When emergency mental health care is the appropriate response, the typical first police access to the mental health system is through designated psychiatric facilities or emergency rooms. The mental health authority initially acts as the gateway to mental health care and will frequently require that other causes be ruled out before evaluation. This is not unreasonable, given that many apparent crises are due to excess drugs or alcohol or more prosaic medical problems: when the substance or medical issues are resolved, the mental health problem disappears. In emergency rooms, unless there is bleeding or other obvious trauma, the medical staff will not rush to attend to a patient simply to medically clear him for psychiatric attention.

An important theme in the survey responses was inconvenient access to mental health attention. The Bryan Police Department summarized the problem in observing that the department’s typical crisis is a suicidal intoxicated person. The hospital will not take custody, and the mental health people will not screen until the citizen is sober. Since no one else will take custody, at least one officer must stay with the citizen for five to ten hours until he sobers up and is no longer suicidal. The mental health contact then becomes pro forma, with the citizen signing a form saying that he is no longer suicidal, told to call the mental health people should he become suicidal again, and then released.

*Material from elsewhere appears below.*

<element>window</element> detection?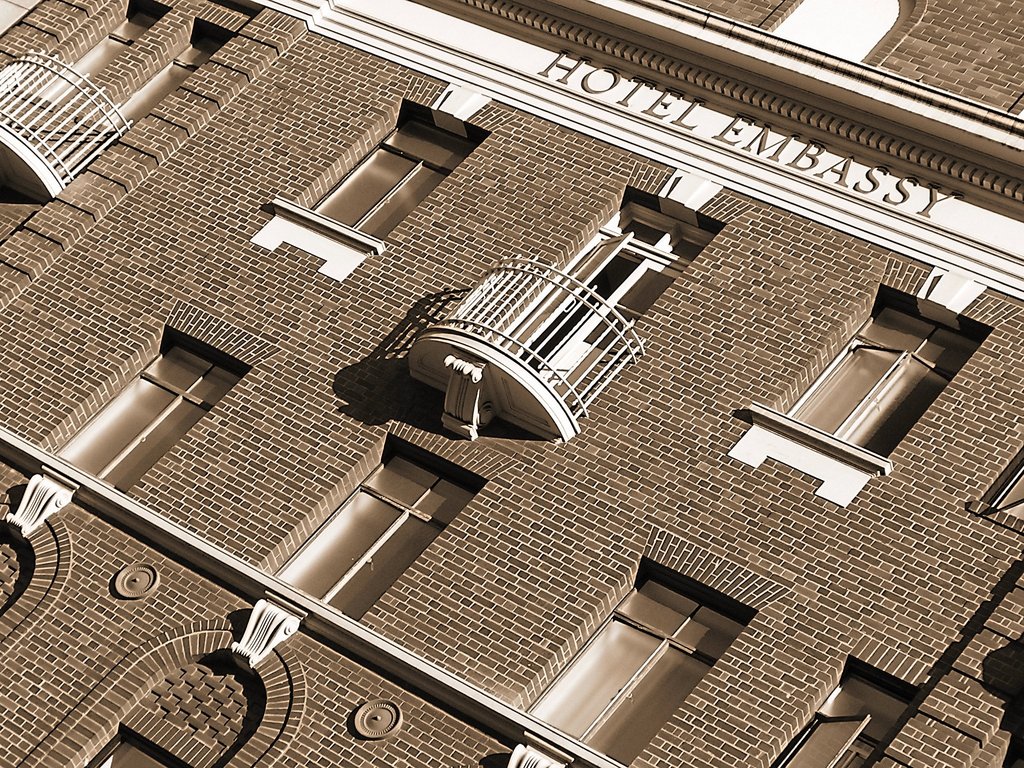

This scenario presents two questions. The first is "who should be responsible for taking care of the citizen while he waits in the hospital?" and the second question becomes, "who is actually responsible?" The Bryan Police Department’s response to the first question would be "someone else, probably the mental health authority and maybe the hospital." Their answer to the second would be "the Bryan Police Department, because we were first to respond and couldn’t get anyone else to take the case from us." While the "suicidal drunk" described is substantially mental health-related, and police intervention indisputably saved a life, it also strained limited police resources that could have been used in other ways.

This also comments on the police department’s role of which this transaction is not a central part of that vision. This also involves a transaction in which every actor performed his duties properly. As first responder, the police cannot morally neglect the citizen before he is safe unless someone else takes responsibility. The hospital does not claim to be equipped, authorized by law, or specially funded to take custody of citizens—particularly intoxicated persons—who are making suicidal gestures. The mental health authority is not robustly funded, these transactions do not normally occur during regular business hours, and a "drunk acting badly" is not the reason an authority is funded. In addition, all the actors endeavor to maximize their scarce resources by not taking on someone else’s additional workload.

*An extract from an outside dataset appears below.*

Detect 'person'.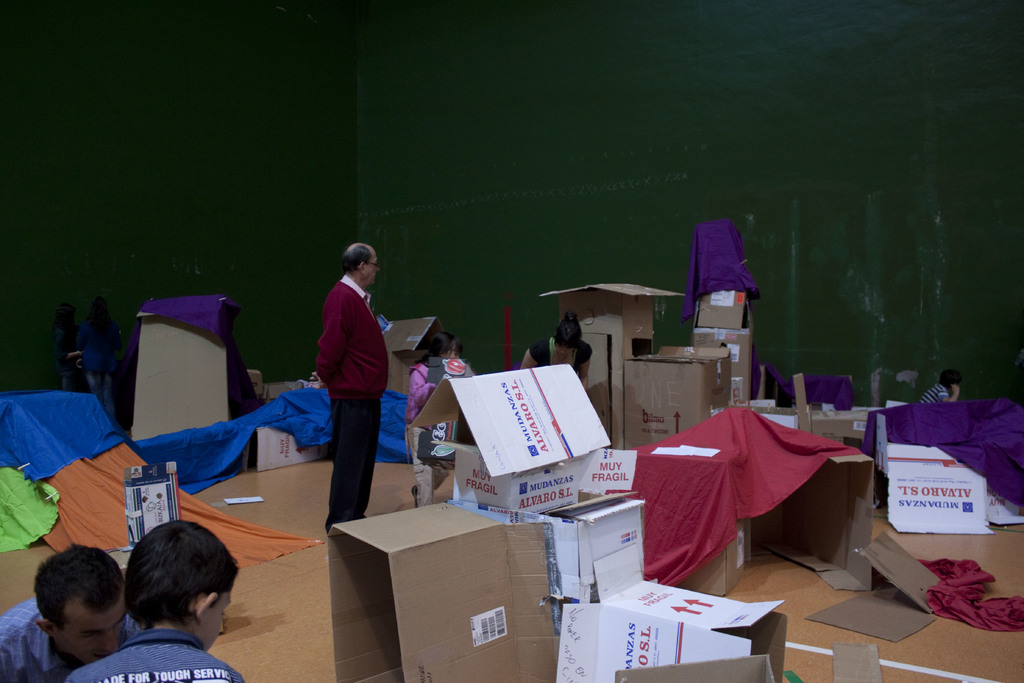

Another viewpoint is that artful responses sometimes depend on experience. Bryan is small enough that this type of transaction occurs often enough to be irritating but not often enough to comment upon comfortably. They also do not happen frequently enough to develop standard responses or to obtain special funding for responding to these calls.

While peace officers are not, however, mental health professionals, they do need some skills if they are to be effective when dealing with mentally ill citizens, especially those in crisis. TCLEOSE standards mandate a specified level of training in mental health issues for all peace officers. Some Texas departments take a more assertive view about their role and supplement the basic TCLEOSE training requirement with special mental health staffing and training. The survey revealed that special police staffing for mental illness was most likely to occur in large urban counties with mental health authorities eager to connect with the law enforcement community, and the law enforcement community eager to use mental health resources and expertise. Included are Harris, Tarrant, and Travis counties and the cities and counties in or near them.